The research began at the University of Tennessee, funded by the United States Air Force. Lead researcher Kate Vitasek and her team studied the world’s most successful business relationships to understand what made them work. What they found was “win-win” thinking deeply embedded in how the parties operated — shared goals driving innovation and creating value that hadn’t existed before. The research was codified into five rules for successful business relationships.

The team recognized early that this methodology had the transformative potential of Lean and Six Sigma — models that had reshaped entire industries. They didn’t want it trapped within academia. They wanted to institutionalize it across all businesses, in all industries, throughout the world. But first, it needed a name. And a brand. And a strategy for how it would reach that world.

That’s where Elizabeth came in.

Her first task was naming it. She wanted something that did what the best brand names do — become a verb. The way people don’t “perform a Google search,” they Google something. The way you don’t “record with your TiVo,” you TiVo it. She wanted Vested to own its category the same way.

After an intense brainstorming process, she chose “Vested Outsourcing” — later transitioned to simply “Vested” at the right moment in the brand’s adoption. The name captured everything: the highly collaborative relationship between parties, shared value, behavioral economics, mutual success, and the creation of value that did not exist before. One word. The entire concept.

Coined “Vested” — a verbable brand name that captured shared value, behavioral economics, mutual success, and the creation of value that did not exist before. One word that summed up an entire philosophy. She then built a whole new lexicon around its key principles, creating the language the entire movement would speak.

Developed an integrated, constantly evolving branding and market adoption strategy. Positioned Vested not as a “new and improved” spin on existing methodologies, but as its own category — the standard against which all other business relationship models would be compared. This prevented the fragmentation that had happened to the developers of Lean.

Positioned Vested alongside the most respected business methodologies in the world. The first book became nine, with four Harvard Business Review articles amplifying the reach.

Built the market adoption strategy that carried Vested from the University of Tennessee to boardrooms across five continents. Starting in outsourcing and supply chain, the movement rapidly expanded across all verticals — from Fortune 500s and government agencies to nonprofits and the United Nations.


P&G and Jones Lang LaSalle — facilities and real estate management

Microsoft and Accenture — business process outsourcing

P&G and Jones Lang LaSalle — facilities and real estate management

McDonald’s — supply chain management

Water for People — nonprofit sector

A simple question at the University of Tennessee: is there a better way to work with trading partners, especially outsourcing partners where companies spend millions with service providers as an extension of their firm? That question became a research project funded by the U.S. Air Force, led by Kate Vitasek.

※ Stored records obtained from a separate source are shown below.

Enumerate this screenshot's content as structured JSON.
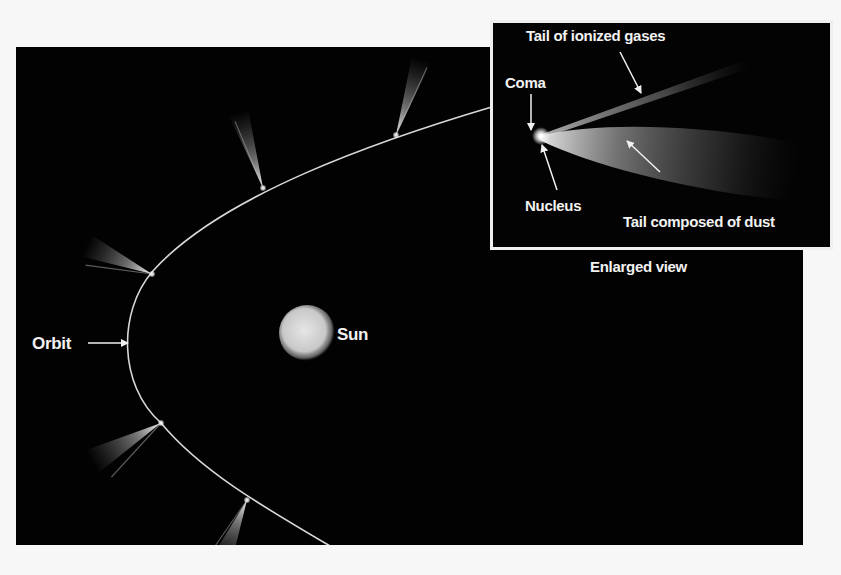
{
  "diagram": {
    "main_view": {
      "labels": {
        "orbit": "Orbit",
        "sun": "Sun"
      },
      "comet_positions": [
        {
          "id": "comet-1",
          "head": [
            152,
            274
          ],
          "tail_to": [
            88,
            244
          ]
        },
        {
          "id": "comet-2",
          "head": [
            263,
            188
          ],
          "tail_to": [
            238,
            112
          ]
        },
        {
          "id": "comet-3",
          "head": [
            396,
            135
          ],
          "tail_to": [
            428,
            60
          ]
        },
        {
          "id": "comet-4",
          "head": [
            161,
            423
          ],
          "tail_to": [
            92,
            465
          ]
        },
        {
          "id": "comet-5",
          "head": [
            247,
            500
          ],
          "tail_to": [
            222,
            560
          ]
        }
      ]
    },
    "enlarged_view": {
      "caption": "Enlarged view",
      "labels": {
        "ion_tail": "Tail of ionized gases",
        "coma": "Coma",
        "nucleus": "Nucleus",
        "dust_tail": "Tail composed of dust"
      }
    },
    "colors": {
      "background": "#020202",
      "page": "#f7f7f7",
      "orbit_line": "#d8d8d8",
      "text": "#f2f2f2"
    }
  }
}
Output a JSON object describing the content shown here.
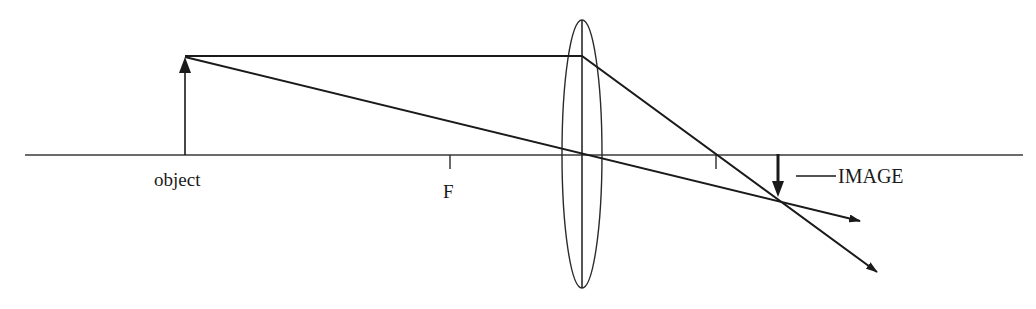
{
  "diagram": {
    "type": "thin-lens-ray-diagram",
    "colors": {
      "stroke": "#1a1a1a",
      "axis": "#3a3a3a",
      "background": "#ffffff"
    },
    "labels": {
      "object": "object",
      "focal_point": "F",
      "image": "IMAGE",
      "image_leader": "—"
    },
    "elements": {
      "optical_axis": {
        "x1": 25,
        "x2": 1023,
        "y": 155
      },
      "lens": {
        "cx": 582,
        "cy": 154,
        "rx": 20,
        "ry": 134
      },
      "object_arrow": {
        "x": 185,
        "y_base": 155,
        "y_tip": 57,
        "direction": "up"
      },
      "image_arrow": {
        "x": 778,
        "y_base": 155,
        "y_tip": 197,
        "direction": "down"
      },
      "focal_ticks": [
        {
          "x": 450,
          "label": "F"
        },
        {
          "x": 716,
          "label": ""
        }
      ],
      "rays": [
        {
          "name": "parallel-ray",
          "points": [
            [
              185,
              56
            ],
            [
              582,
              56
            ],
            [
              877,
              272
            ]
          ],
          "arrow": true
        },
        {
          "name": "central-ray",
          "points": [
            [
              185,
              57
            ],
            [
              860,
              221
            ]
          ],
          "arrow": true
        }
      ]
    }
  }
}
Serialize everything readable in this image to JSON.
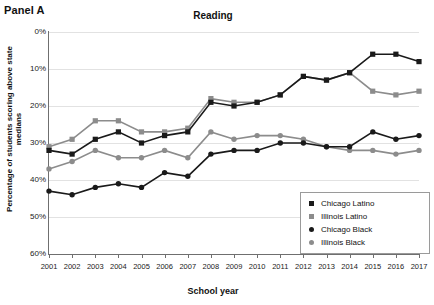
{
  "panel": {
    "label": "Panel A"
  },
  "axis": {
    "ylabel": "Percentage of students scoring above state medians",
    "xlabel": "School year",
    "yticks": [
      "60%",
      "50%",
      "40%",
      "30%",
      "20%",
      "10%",
      "0%"
    ]
  },
  "legend": {
    "items": [
      {
        "label": "Chicago Latino",
        "marker": "square",
        "color": "#1a1a1a"
      },
      {
        "label": "Illinois Latino",
        "marker": "square",
        "color": "#8c8c8c"
      },
      {
        "label": "Chicago Black",
        "marker": "circle",
        "color": "#1a1a1a"
      },
      {
        "label": "Illinois Black",
        "marker": "circle",
        "color": "#8c8c8c"
      }
    ]
  },
  "chart_data": {
    "type": "line",
    "title": "Reading",
    "xlabel": "School year",
    "ylabel": "Percentage of students scoring above state medians",
    "categories": [
      "2001",
      "2002",
      "2003",
      "2004",
      "2005",
      "2006",
      "2007",
      "2008",
      "2009",
      "2010",
      "2011",
      "2012",
      "2013",
      "2014",
      "2015",
      "2016",
      "2017"
    ],
    "x": [
      2001,
      2002,
      2003,
      2004,
      2005,
      2006,
      2007,
      2008,
      2009,
      2010,
      2011,
      2012,
      2013,
      2014,
      2015,
      2016,
      2017
    ],
    "ylim": [
      0,
      60
    ],
    "xlim": [
      2001,
      2017
    ],
    "ytick_values": [
      0,
      10,
      20,
      30,
      40,
      50,
      60
    ],
    "grid": true,
    "legend_position": "lower-right",
    "series": [
      {
        "name": "Chicago Latino",
        "marker": "square",
        "color": "#1a1a1a",
        "values": [
          28,
          27,
          31,
          33,
          30,
          32,
          33,
          41,
          40,
          41,
          43,
          48,
          47,
          49,
          54,
          54,
          52
        ]
      },
      {
        "name": "Illinois Latino",
        "marker": "square",
        "color": "#8c8c8c",
        "values": [
          29,
          31,
          36,
          36,
          33,
          33,
          34,
          42,
          41,
          41,
          43,
          48,
          47,
          49,
          44,
          43,
          44
        ]
      },
      {
        "name": "Chicago Black",
        "marker": "circle",
        "color": "#1a1a1a",
        "values": [
          17,
          16,
          18,
          19,
          18,
          22,
          21,
          27,
          28,
          28,
          30,
          30,
          29,
          29,
          33,
          31,
          32
        ]
      },
      {
        "name": "Illinois Black",
        "marker": "circle",
        "color": "#8c8c8c",
        "values": [
          23,
          25,
          28,
          26,
          26,
          28,
          26,
          33,
          31,
          32,
          32,
          31,
          29,
          28,
          28,
          27,
          28
        ]
      }
    ]
  }
}
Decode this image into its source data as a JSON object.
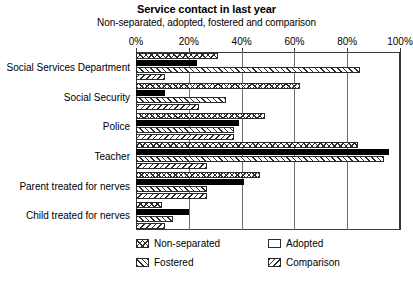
{
  "chart_data": {
    "type": "bar",
    "orientation": "horizontal",
    "title": "Service contact in last year",
    "subtitle": "Non-separated, adopted, fostered and comparison",
    "xlabel": "",
    "ylabel": "",
    "xlim": [
      0,
      100
    ],
    "xticks": [
      0,
      20,
      40,
      60,
      80,
      100
    ],
    "xtick_labels": [
      "0%",
      "20%",
      "40%",
      "60%",
      "80%",
      "100%"
    ],
    "grid": true,
    "legend_position": "bottom",
    "categories": [
      "Social Services Department",
      "Social Security",
      "Police",
      "Teacher",
      "Parent treated for nerves",
      "Child treated for nerves"
    ],
    "series": [
      {
        "name": "Non-separated",
        "pattern": "cross-hatch",
        "values": [
          31,
          62,
          49,
          84,
          47,
          10
        ]
      },
      {
        "name": "Adopted",
        "pattern": "solid-black",
        "values": [
          23,
          11,
          39,
          96,
          41,
          20
        ]
      },
      {
        "name": "Fostered",
        "pattern": "forward-diagonal",
        "values": [
          85,
          34,
          37,
          94,
          27,
          14
        ]
      },
      {
        "name": "Comparison",
        "pattern": "back-diagonal",
        "values": [
          11,
          24,
          37,
          27,
          27,
          11
        ]
      }
    ]
  },
  "legend": {
    "entries": [
      {
        "label": "Non-separated",
        "pattern": "cross-hatch"
      },
      {
        "label": "Adopted",
        "pattern": "solid-black"
      },
      {
        "label": "Fostered",
        "pattern": "forward-diagonal"
      },
      {
        "label": "Comparison",
        "pattern": "back-diagonal"
      }
    ]
  },
  "colors": {
    "ink": "#2b2b2b",
    "background": "#ffffff",
    "grid": "#6e6e6e"
  }
}
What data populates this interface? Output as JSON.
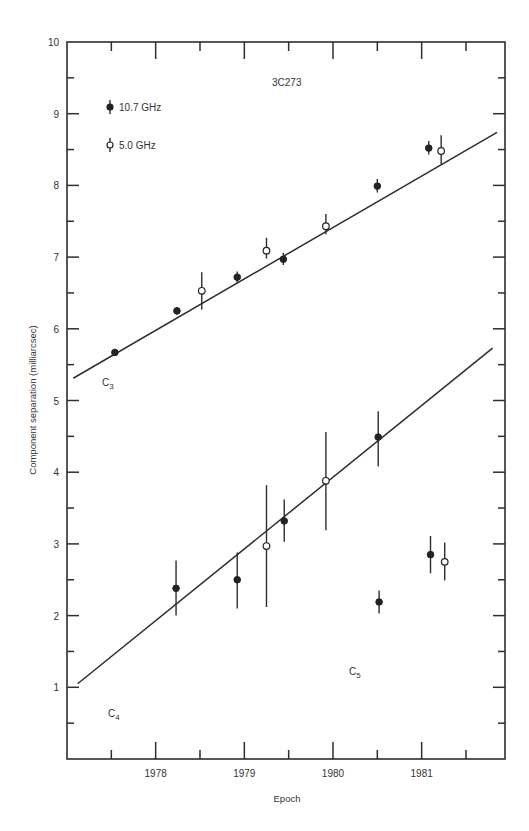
{
  "chart_data": {
    "type": "scatter",
    "title": "3C273",
    "xlabel": "Epoch",
    "ylabel": "Component separation (milliarcsec)",
    "xlim": [
      1977.0,
      1981.94
    ],
    "ylim": [
      0,
      10
    ],
    "x_ticks": [
      1978,
      1979,
      1980,
      1981
    ],
    "x_tick_labels": [
      "1978",
      "1979",
      "1980",
      "1981"
    ],
    "x_minor_ticks": [
      1977.5,
      1978.5,
      1979.5,
      1980.5,
      1981.5
    ],
    "y_ticks": [
      1,
      2,
      3,
      4,
      5,
      6,
      7,
      8,
      9,
      10
    ],
    "y_tick_labels": [
      "1",
      "2",
      "3",
      "4",
      "5",
      "6",
      "7",
      "8",
      "9",
      "10"
    ],
    "grid": false,
    "legend_position": "upper-left",
    "legend": [
      {
        "label": "10.7 GHz",
        "marker": "filled-circle"
      },
      {
        "label": "5.0 GHz",
        "marker": "open-circle"
      }
    ],
    "annotations": [
      {
        "text": "C",
        "sub": "3",
        "x": 1977.45,
        "y": 5.3
      },
      {
        "text": "C",
        "sub": "4",
        "x": 1977.5,
        "y": 1.0
      },
      {
        "text": "C",
        "sub": "5",
        "x": 1980.3,
        "y": 1.75
      },
      {
        "text": "3C273",
        "x": 1979.2,
        "y": 9.4
      }
    ],
    "series": [
      {
        "name": "C3 10.7 GHz",
        "component": "C3",
        "marker": "filled",
        "points": [
          {
            "x": 1977.54,
            "y": 5.67,
            "ylo": 5.62,
            "yhi": 5.72
          },
          {
            "x": 1978.24,
            "y": 6.25,
            "ylo": 6.2,
            "yhi": 6.3
          },
          {
            "x": 1978.92,
            "y": 6.72,
            "ylo": 6.64,
            "yhi": 6.8
          },
          {
            "x": 1979.44,
            "y": 6.97,
            "ylo": 6.89,
            "yhi": 7.06
          },
          {
            "x": 1980.5,
            "y": 7.99,
            "ylo": 7.9,
            "yhi": 8.09
          },
          {
            "x": 1981.08,
            "y": 8.52,
            "ylo": 8.43,
            "yhi": 8.62
          }
        ]
      },
      {
        "name": "C3 5.0 GHz",
        "component": "C3",
        "marker": "open",
        "points": [
          {
            "x": 1978.52,
            "y": 6.53,
            "ylo": 6.27,
            "yhi": 6.79
          },
          {
            "x": 1979.25,
            "y": 7.09,
            "ylo": 6.98,
            "yhi": 7.27
          },
          {
            "x": 1979.92,
            "y": 7.43,
            "ylo": 7.32,
            "yhi": 7.6
          },
          {
            "x": 1981.22,
            "y": 8.48,
            "ylo": 8.3,
            "yhi": 8.7
          }
        ]
      },
      {
        "name": "C4 10.7 GHz",
        "component": "C4",
        "marker": "filled",
        "points": [
          {
            "x": 1978.23,
            "y": 2.38,
            "ylo": 2.0,
            "yhi": 2.77
          },
          {
            "x": 1978.92,
            "y": 2.5,
            "ylo": 2.1,
            "yhi": 2.88
          },
          {
            "x": 1979.45,
            "y": 3.32,
            "ylo": 3.03,
            "yhi": 3.62
          },
          {
            "x": 1980.51,
            "y": 4.49,
            "ylo": 4.08,
            "yhi": 4.85
          }
        ]
      },
      {
        "name": "C4 5.0 GHz",
        "component": "C4",
        "marker": "open",
        "points": [
          {
            "x": 1979.25,
            "y": 2.97,
            "ylo": 2.12,
            "yhi": 3.82
          },
          {
            "x": 1979.92,
            "y": 3.88,
            "ylo": 3.19,
            "yhi": 4.56
          }
        ]
      },
      {
        "name": "C5 10.7 GHz",
        "component": "C5",
        "marker": "filled",
        "points": [
          {
            "x": 1980.52,
            "y": 2.19,
            "ylo": 2.03,
            "yhi": 2.35
          },
          {
            "x": 1981.1,
            "y": 2.85,
            "ylo": 2.59,
            "yhi": 3.11
          }
        ]
      },
      {
        "name": "C5 5.0 GHz",
        "component": "C5",
        "marker": "open",
        "points": [
          {
            "x": 1981.26,
            "y": 2.75,
            "ylo": 2.49,
            "yhi": 3.02
          }
        ]
      }
    ],
    "fit_lines": [
      {
        "name": "C3 fit",
        "x": [
          1977.07,
          1981.85
        ],
        "y": [
          5.31,
          8.74
        ]
      },
      {
        "name": "C4 fit",
        "x": [
          1977.12,
          1981.8
        ],
        "y": [
          1.05,
          5.73
        ]
      }
    ]
  }
}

Elizabeth coins “Vested,” builds the brand identity and entire new lexicon around its principles, and develops the integrated market adoption strategy. She positions it not as a next-generation tweak on existing models, but as its own category — the standard against which all business relationship methodologies would be compared.

The first Vested book is published in February 2010. Every February since has been celebrated as the birthday of the Vested movement. Nine books on Vested have followed, along with 30 open-source white papers and more than 400 articles.

Starting in outsourcing and supply chain, Vested expands across every vertical. 928 companies adopt the methodology. 48 universities and four industry trade associations teach its principles. The University of Tennessee launches 10 executive education courses. The Vested Way is translated into Spanish, French, and Slovenian. Like Lean and Six Sigma before it, Vested becomes a movement that redefines how business relationships work.

Vested® is named a Thinkers50 Breakthrough Idea — one of the most prestigious recognitions in global business thought leadership. The methodology that started with a simple question in 2003 and a name Elizabeth coined is now recognized alongside the most important ideas shaping modern business.

The first book was published in February 2010, launching what would become an annual celebration of the Vested movement’s birthday. Nine books have followed, along with 30 open-source white papers and more than 400 articles — four of them in Harvard Business Review.

The Vested Way is now available in Spanish, French, and Slovenian — carrying the methodology to new markets and new languages, exactly as the adoption strategy Elizabeth built was designed to do.

Breakthrough Idea of 2025. Recognized alongside the most important ideas shaping modern business.

4 articles published on Vested methodology, reaching millions of business leaders worldwide.

10 executive education courses — 7 online, 2 live, 1 distance learning. The academic engine behind the movement.

48 universities and 4 industry trade associations now teach some or all of the Vested principles.

24 formal case studies from 46 organizations. Another 37 organizations publicly sharing their success stories.